BEGIN Supplied material

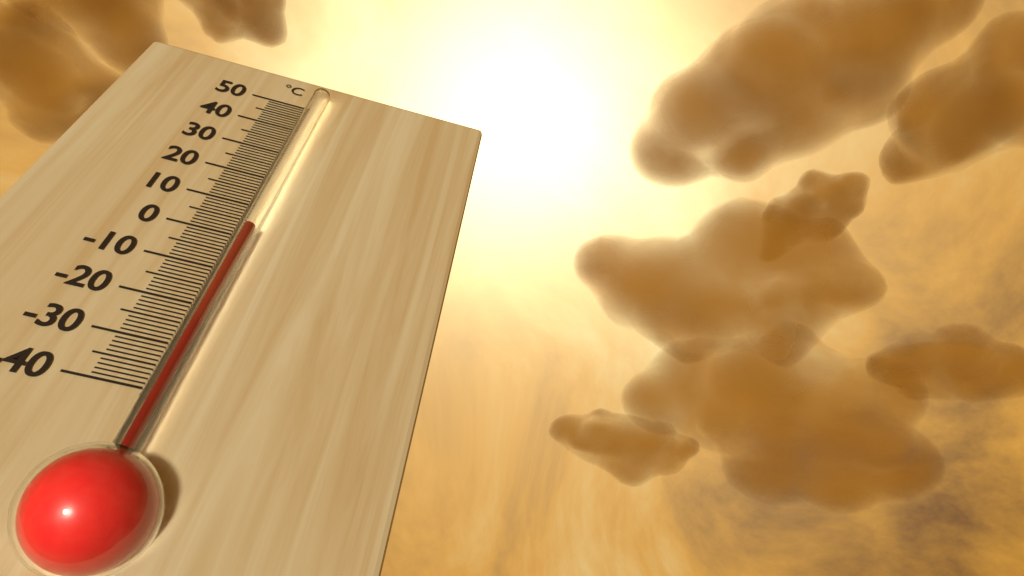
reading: 1 °C
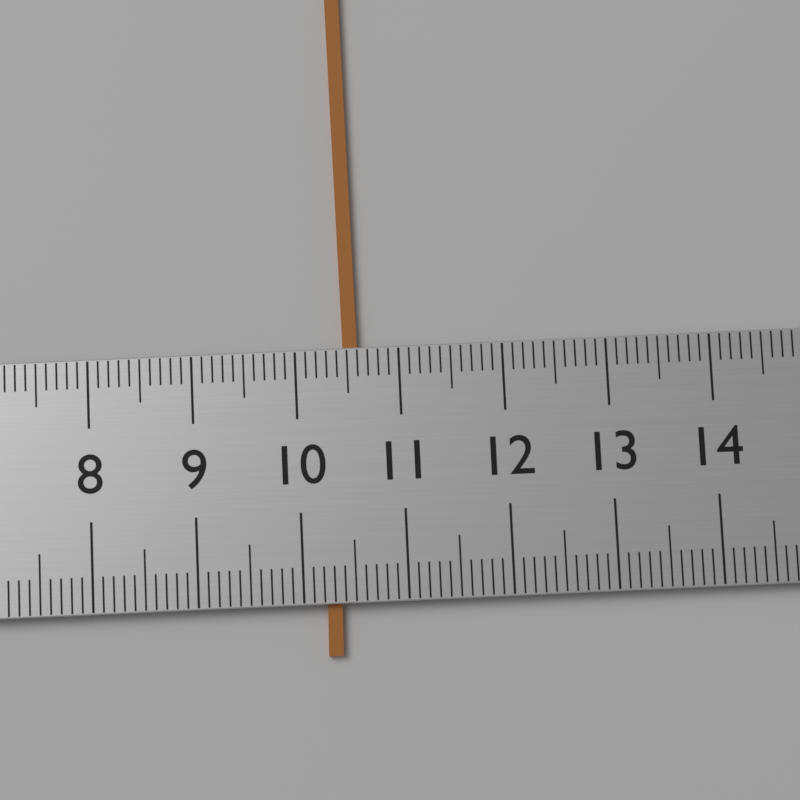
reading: 10.6 (no unit)
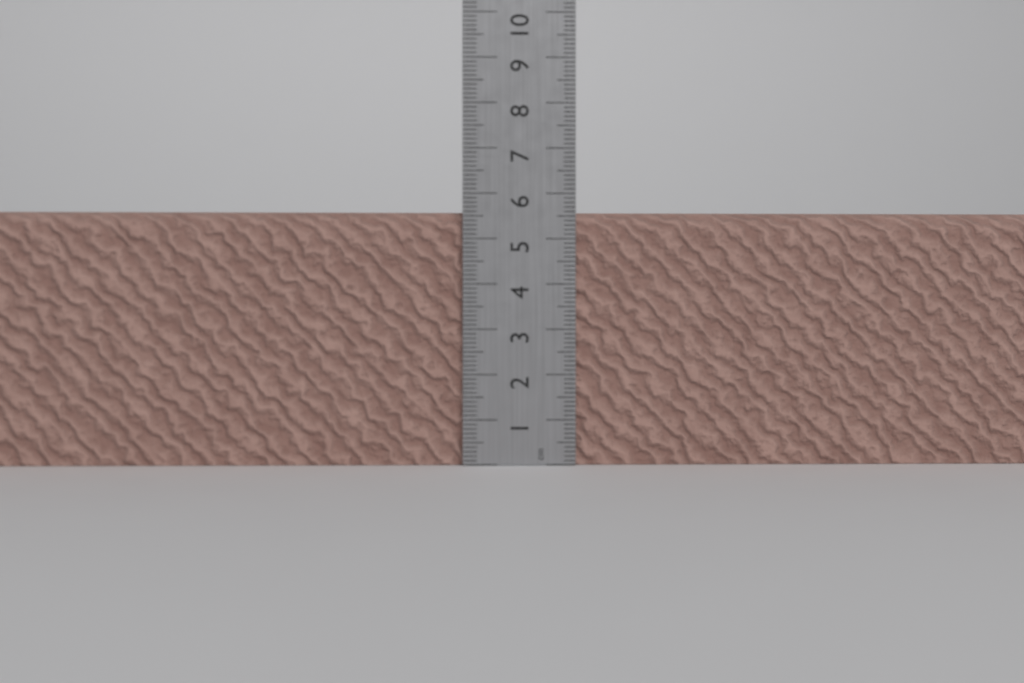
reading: 5.6 cm
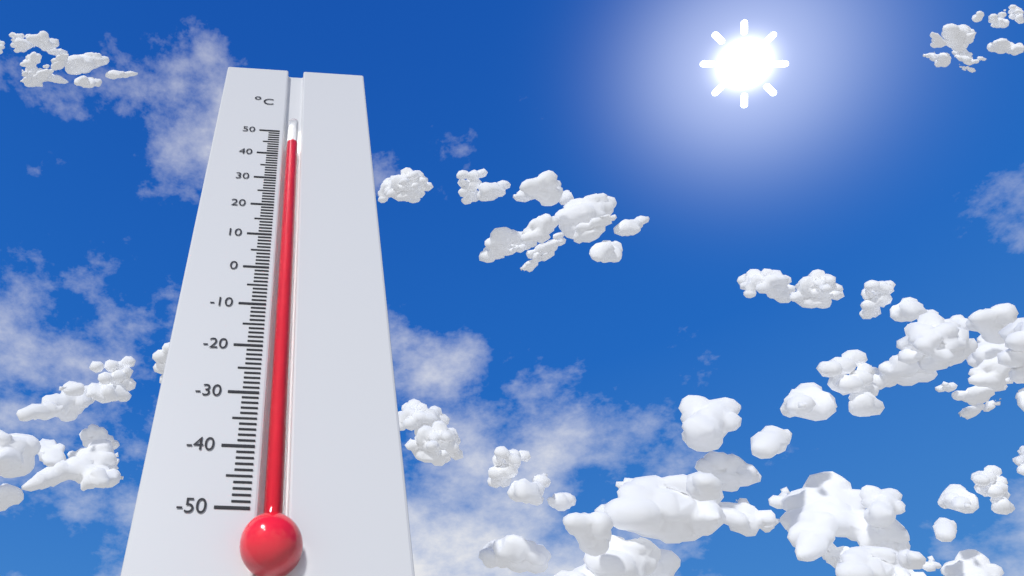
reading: 45 °C
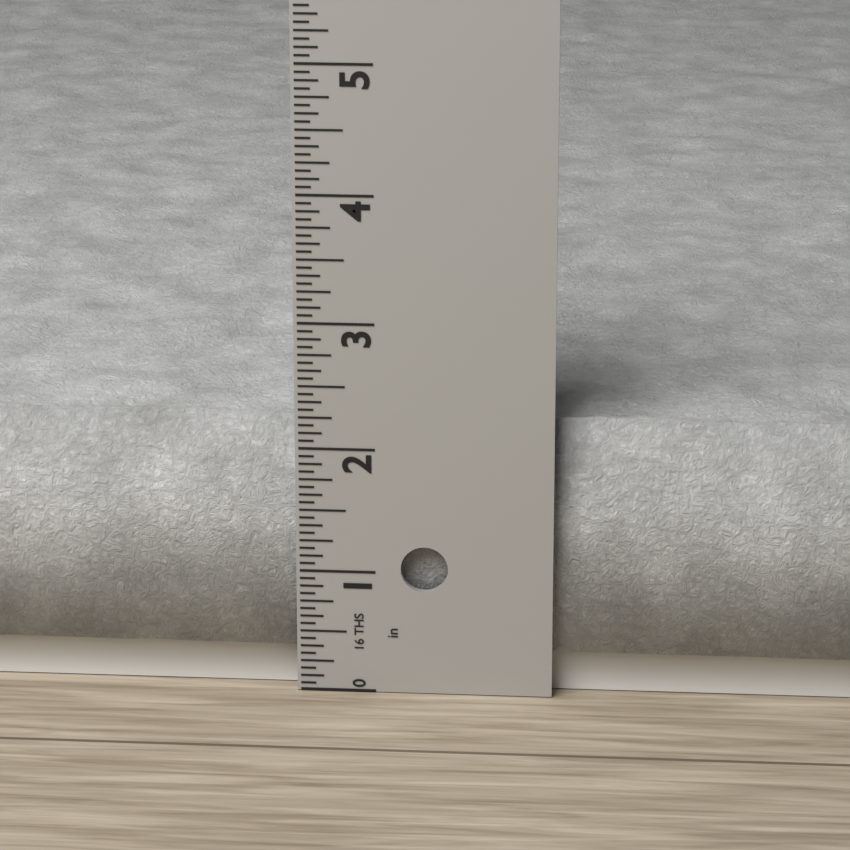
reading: 2.2500 in
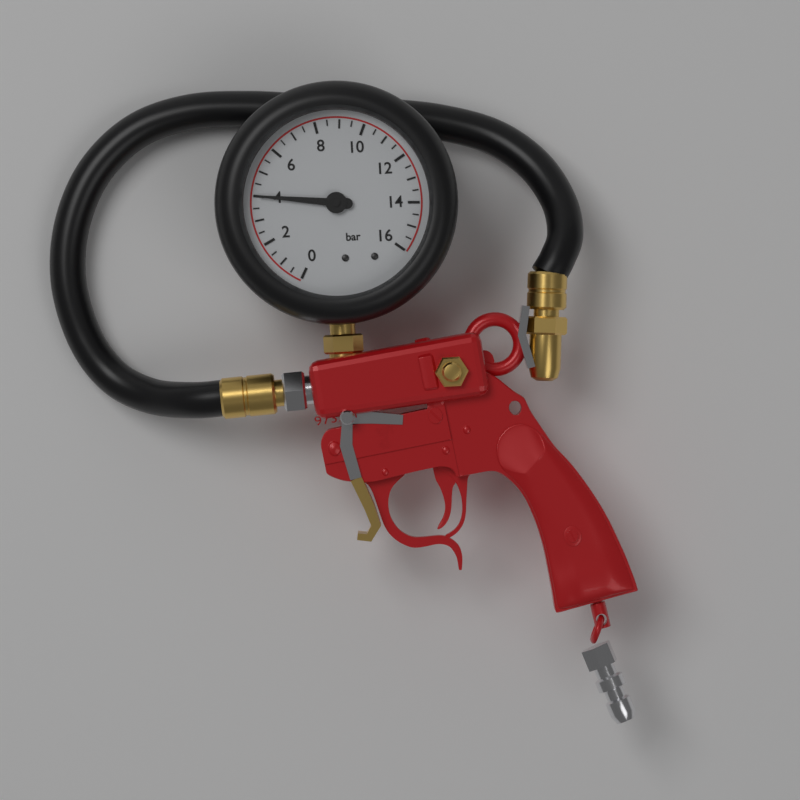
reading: 4.0 bar
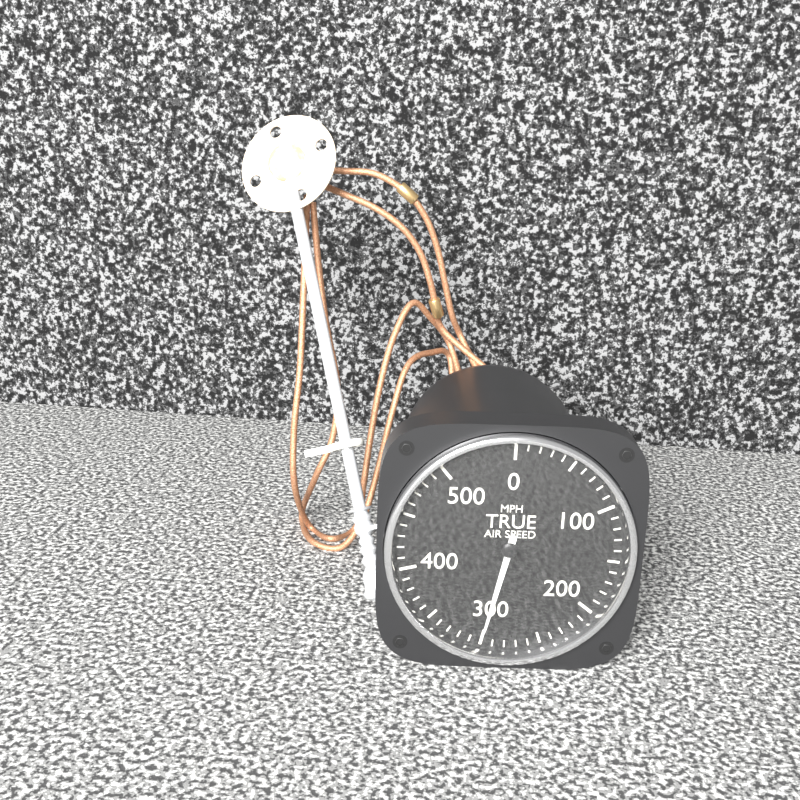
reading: 300 MPH
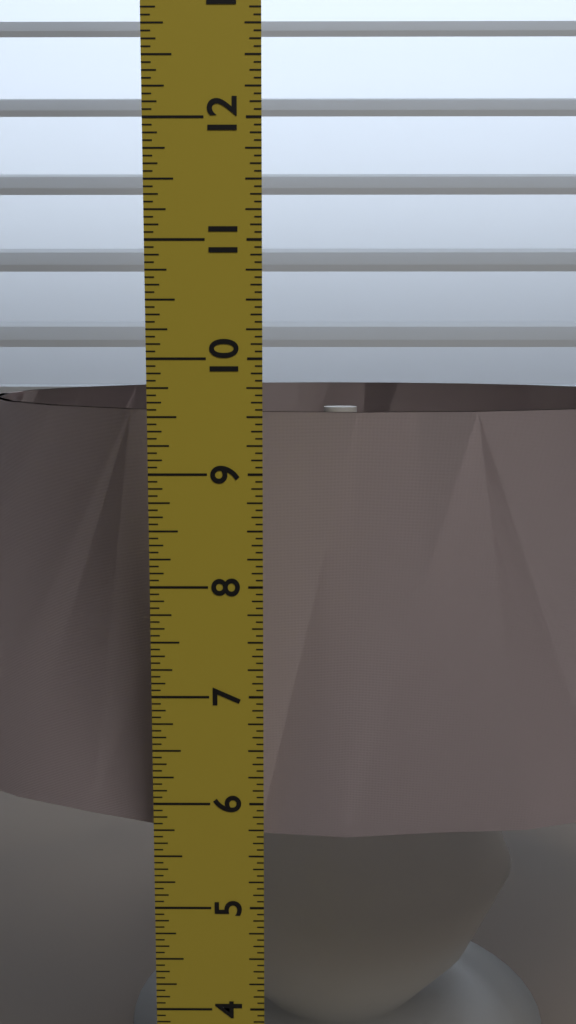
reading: 9.4375 in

END Supplied material

▶ What to produce
A word-for-word copy of all the data, without pictures, is the expected output.

▶ Solution for this exercise
reading: 1 °C
reading: 10.6 (no unit)
reading: 5.6 cm
reading: 45 °C
reading: 2.2500 in
reading: 4.0 bar
reading: 300 MPH
reading: 9.4375 in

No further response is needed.